How the Trend Has Evolved in 2025

Five years after that Architectural Digest video, the green kitchen trend is still very much alive. It has just shifted slightly. In 2025, the shade that designers talk about most is pistachio green — lighter and more saturated than the sage green that dominated 2021 and 2022, but softer than the deep Alligator Alley forest green of Dakota’s original kitchen.

Interior expert Ally Dowsing-Reynolds of Dowsing & Reynolds explains it well: pistachio green adds warmth and personality to bright kitchens with a lot of natural light. It is bold enough to make a statement but sits comfortably with warm neutrals, natural wood, light marble, white tile, and brushed brass hardware. If you are working with a kitchen that gets strong natural light, pistachio might actually be a more forgiving starting point than the deep, LRV-8 original.

The core lesson from Dakota’s kitchen still applies regardless of which shade you choose: green works when you balance it. Pair it with white and light stone to keep things from feeling dark. Use natural textures — wood, rattan, linen — to add warmth. Let the accessories do the storytelling.
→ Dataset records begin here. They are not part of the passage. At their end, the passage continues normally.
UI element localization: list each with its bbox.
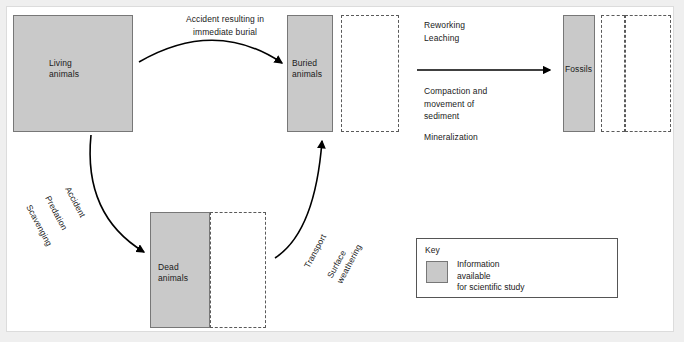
diagram-page: Living animals Buried animals Dead anima… [0,0,684,342]
edge-label-burial: Accident resulting in immediate burial [155,13,295,38]
edge-label-reworking-leaching: Reworking Leaching [424,19,544,44]
edge-label-mineralization: Mineralization [424,131,544,144]
arrow-living-to-buried [139,40,282,63]
node-dead-animals-lost [210,212,266,328]
key-swatch-label: Information available for scientific stu… [457,259,525,294]
node-buried-animals-label: Buried animals [292,58,340,80]
edge-label-compaction: Compaction and movement of sediment [424,85,544,123]
node-living-animals-label: Living animals [49,58,129,80]
node-fossils-label: Fossils [565,64,605,75]
arrow-living-to-dead [90,135,144,252]
node-buried-animals-lost [341,15,399,132]
node-fossils-lost-2 [625,15,671,132]
key-swatch-available [426,261,448,283]
node-dead-animals-label: Dead animals [158,262,213,284]
key-legend: Key Information available for scientific… [416,238,618,298]
key-title: Key [425,245,440,255]
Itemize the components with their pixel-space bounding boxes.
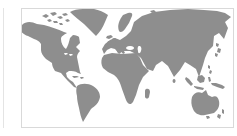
africa-landmass: [101, 53, 149, 104]
greenland-landmass: [70, 9, 108, 36]
world-map-card[interactable]: [21, 8, 234, 128]
sulawesi-landmass: [208, 77, 211, 82]
caribbean-islands-landmass: [72, 76, 84, 79]
philippines-landmass: [208, 65, 212, 74]
iceland-landmass: [106, 35, 113, 39]
south-america-landmass: [76, 84, 100, 122]
world-map: [22, 9, 233, 127]
new-zealand-landmass: [217, 109, 224, 119]
adjacent-card-edge: [3, 8, 4, 128]
arctic-islands-landmass: [42, 12, 70, 25]
tasmania-landmass: [206, 116, 210, 119]
new-guinea-landmass: [211, 83, 225, 89]
black-sea-water: [126, 46, 134, 50]
australia-landmass: [191, 90, 219, 115]
sri-lanka-landmass: [173, 79, 176, 83]
java-landmass: [194, 86, 204, 90]
screenshot-canvas: [0, 0, 237, 136]
japan-landmass: [215, 43, 221, 57]
madagascar-landmass: [145, 89, 150, 99]
borneo-landmass: [197, 75, 205, 83]
sumatra-landmass: [185, 77, 193, 86]
scandinavia-landmass: [118, 13, 132, 32]
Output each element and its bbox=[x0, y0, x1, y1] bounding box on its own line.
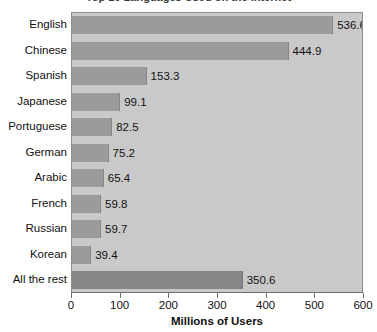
bar bbox=[72, 246, 91, 264]
bar-value-label: 350.6 bbox=[243, 271, 276, 289]
bar-row: 59.7 bbox=[72, 217, 362, 243]
x-tick bbox=[120, 293, 121, 298]
bar-value-label: 444.9 bbox=[289, 42, 322, 60]
bar-value-label: 59.8 bbox=[101, 195, 127, 213]
bar bbox=[72, 169, 104, 187]
bar-row: 444.9 bbox=[72, 39, 362, 65]
category-label: Arabic bbox=[0, 165, 67, 191]
bar-chart-figure: Top 10 Languages Used on the Internet En… bbox=[0, 0, 377, 332]
bar-row: 39.4 bbox=[72, 243, 362, 269]
x-tick-label: 600 bbox=[333, 299, 377, 311]
bar-value-label: 75.2 bbox=[109, 144, 135, 162]
bar bbox=[72, 16, 333, 34]
x-tick bbox=[314, 293, 315, 298]
category-label: Korean bbox=[0, 242, 67, 268]
bar-row: 59.8 bbox=[72, 192, 362, 218]
category-label: Spanish bbox=[0, 63, 67, 89]
bar bbox=[72, 93, 120, 111]
x-tick bbox=[217, 293, 218, 298]
bar bbox=[72, 67, 147, 85]
x-tick bbox=[266, 293, 267, 298]
category-label: French bbox=[0, 191, 67, 217]
category-label: All the rest bbox=[0, 267, 67, 293]
bar-value-label: 153.3 bbox=[147, 67, 180, 85]
x-axis-title: Millions of Users bbox=[71, 315, 363, 327]
category-label: German bbox=[0, 140, 67, 166]
bar-value-label: 82.5 bbox=[112, 118, 138, 136]
bar bbox=[72, 42, 289, 60]
category-label: Chinese bbox=[0, 38, 67, 64]
bar bbox=[72, 118, 112, 136]
chart-title: Top 10 Languages Used on the Internet bbox=[0, 0, 377, 3]
bar-row: 153.3 bbox=[72, 64, 362, 90]
bar-row: 536.6 bbox=[72, 13, 362, 39]
x-tick bbox=[363, 293, 364, 298]
bar-value-label: 59.7 bbox=[101, 220, 127, 238]
plot-area: 536.6444.9153.399.182.575.265.459.859.73… bbox=[71, 12, 363, 293]
bar bbox=[72, 220, 101, 238]
bar bbox=[72, 195, 101, 213]
bar-row: 82.5 bbox=[72, 115, 362, 141]
bar-row: 65.4 bbox=[72, 166, 362, 192]
bar bbox=[72, 144, 109, 162]
bar bbox=[72, 271, 243, 289]
bar-value-label: 39.4 bbox=[91, 246, 117, 264]
bar-value-label: 99.1 bbox=[120, 93, 146, 111]
bar-row: 75.2 bbox=[72, 141, 362, 167]
bar-value-label: 536.6 bbox=[333, 16, 363, 34]
category-label: Russian bbox=[0, 216, 67, 242]
category-label: Japanese bbox=[0, 89, 67, 115]
bar-value-label: 65.4 bbox=[104, 169, 130, 187]
category-axis-labels: EnglishChineseSpanishJapanesePortugueseG… bbox=[0, 12, 67, 293]
x-tick bbox=[71, 293, 72, 298]
bar-row: 99.1 bbox=[72, 90, 362, 116]
bar-row: 350.6 bbox=[72, 268, 362, 293]
category-label: English bbox=[0, 12, 67, 38]
x-tick bbox=[168, 293, 169, 298]
category-label: Portuguese bbox=[0, 114, 67, 140]
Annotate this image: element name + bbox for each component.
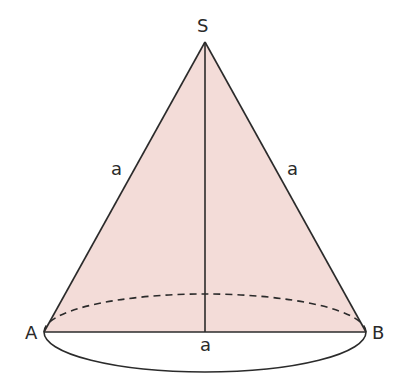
- label-point-a: A: [25, 324, 37, 342]
- label-base: a: [200, 336, 211, 354]
- cone-diagram: S A B a a a: [0, 0, 400, 384]
- label-apex-s: S: [197, 17, 208, 35]
- label-left-slant: a: [111, 160, 122, 178]
- label-point-b: B: [372, 324, 384, 342]
- label-right-slant: a: [287, 160, 298, 178]
- cone-figure: [0, 0, 400, 384]
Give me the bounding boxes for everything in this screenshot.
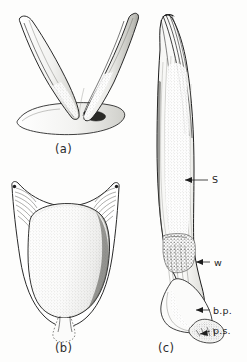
panel-c-shaft-stipple: [165, 63, 190, 241]
panel-c-waist-granulation: [163, 234, 195, 273]
panel-a-right-arm: [83, 13, 139, 120]
label-shaft: S: [212, 174, 218, 185]
label-process: p.s.: [213, 325, 231, 336]
figure-plate: (a) (b) (c) S w b.p. p.s.: [0, 0, 247, 362]
panel-a-left-arm: [19, 16, 79, 119]
plate-artwork: [0, 0, 247, 362]
leader-line-w: [196, 259, 210, 265]
label-basal-plate: b.p.: [213, 305, 232, 316]
caption-a: (a): [55, 142, 72, 156]
caption-b: (b): [55, 341, 72, 355]
panel-b-drawing: [12, 182, 119, 342]
label-waist: w: [214, 257, 222, 268]
caption-c: (c): [158, 341, 174, 355]
panel-a-drawing: [17, 13, 138, 134]
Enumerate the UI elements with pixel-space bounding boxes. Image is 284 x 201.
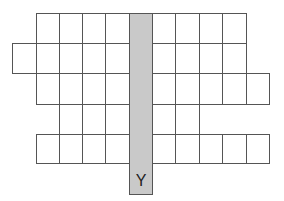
grid-cell [105,73,130,105]
grid-cell [105,13,130,44]
column-label: Y [130,172,152,190]
grid-cell [59,43,83,74]
grid-cell [36,73,60,105]
grid-cell [36,134,60,164]
grid-cell [246,73,270,105]
grid-cell [36,13,60,44]
grid-cell [152,13,176,44]
grid-cell [105,134,130,164]
grid-cell [199,73,223,105]
grid-cell [175,134,200,164]
grid-cell [222,134,247,164]
grid-cell [82,13,106,44]
grid-cell [222,13,247,44]
grid-cell [105,104,130,135]
grid-cell [12,43,37,74]
grid-cell [199,134,223,164]
grid-cell [82,134,106,164]
grid-cell [175,104,200,135]
grid-cell [175,73,200,105]
grid-cell [59,134,83,164]
grid-cell [152,43,176,74]
grid-cell [222,73,247,105]
grid-cell [36,43,60,74]
grid-cell [246,134,270,164]
grid-cell [199,13,223,44]
grid-cell [82,43,106,74]
grid-cell [222,43,247,74]
grid-cell [152,73,176,105]
highlighted-column-y: Y [129,13,153,195]
grid-cell [152,104,176,135]
grid-cell [82,104,106,135]
grid-cell [59,73,83,105]
grid-cell [152,134,176,164]
grid-cell [59,104,83,135]
grid-cell [175,43,200,74]
grid-cell [82,73,106,105]
grid-cell [175,13,200,44]
grid-cell [105,43,130,74]
grid-cell [59,13,83,44]
grid-diagram: Y [0,0,284,201]
grid-cell [199,43,223,74]
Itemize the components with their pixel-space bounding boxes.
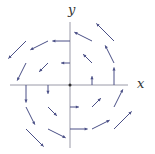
vector-arrow (26, 129, 44, 147)
arrowhead-icon (24, 100, 27, 103)
vector-arrow (39, 63, 48, 72)
vector-arrow (90, 76, 93, 85)
vector-arrow (24, 85, 27, 103)
x-axis-label: x (137, 76, 144, 91)
arrowhead-icon (112, 67, 115, 70)
origin-dot (69, 84, 72, 87)
vector-arrow (48, 107, 57, 116)
arrowhead-icon (46, 91, 49, 94)
vector-arrow (61, 61, 70, 64)
vector-arrow (96, 23, 114, 41)
arrowhead-icon (90, 76, 93, 79)
vector-arrow (17, 63, 26, 81)
arrow-shaft (8, 41, 26, 59)
vector-arrow (114, 111, 132, 129)
vector-arrow (105, 45, 114, 63)
vector-arrow (74, 32, 92, 41)
vector-arrow (30, 41, 48, 50)
vector-arrow (52, 39, 70, 42)
vector-arrow (26, 107, 35, 125)
vector-arrow (83, 54, 92, 63)
arrowhead-icon (76, 105, 79, 108)
arrow-shaft (26, 129, 44, 147)
arrowhead-icon (61, 61, 64, 64)
vector-arrow (70, 127, 88, 130)
vector-field-diagram: y x (0, 0, 155, 154)
arrowhead-icon (52, 39, 55, 42)
vector-arrow (92, 120, 110, 129)
y-axis-label: y (68, 2, 75, 17)
vector-arrow (48, 129, 66, 138)
arrow-shaft (96, 23, 114, 41)
arrowhead-icon (85, 127, 88, 130)
vector-arrow (112, 67, 115, 85)
arrow-shaft (114, 111, 132, 129)
vector-arrow (8, 41, 26, 59)
vector-arrow (92, 98, 101, 107)
vector-arrow (46, 85, 49, 94)
vector-arrow (70, 105, 79, 108)
plot-area (0, 0, 155, 154)
vector-arrow (114, 89, 123, 107)
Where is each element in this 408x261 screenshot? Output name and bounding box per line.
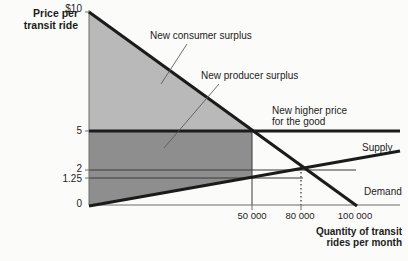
x-axis-title: Quantity of transit rides per month [252,226,402,248]
y-tick-label-10: $10 [40,3,82,14]
annotation-new-higher-price: New higher price for the good [272,105,396,127]
annotation-producer-surplus: New producer surplus [201,70,298,81]
annotation-consumer-surplus: New consumer surplus [150,30,252,41]
x-tick-label-100000: 100 000 [325,211,385,222]
annotation-supply-curve-label: Supply [362,142,393,153]
y-tick-label-0: 0 [40,198,82,209]
x-tick-label-80000: 80 000 [270,211,330,222]
annotation-demand-curve-label: Demand [364,186,402,197]
y-tick-label-5: 5 [40,125,82,136]
y-tick-label-1-25: 1.25 [34,173,82,184]
supply-demand-chart: Price per transit ride Quantity of trans… [0,0,408,261]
Final Thoughts Before You Start Painting

The biggest mistake people make when attempting this dupe is rushing the prep work. Good paint on a cabinet that has not been properly cleaned, sanded, and primed will peel within months. Take your time with the prep — it is the least exciting part and the most important one.

Start small if you are nervous. Paint the lower cabinets first and life with the color for a few weeks before committing to the uppers. Buy a sample pot of Alligator Alley and paint a large swatch on the actual cabinet door rather than just the wall — cabinet paint looks very different from wall paint under the same light.

Dakota Johnson’s green kitchen became iconic because it looked personal, considered, and genuinely lived-in. You can absolutely get there. It starts with one can of paint and a clear weekend.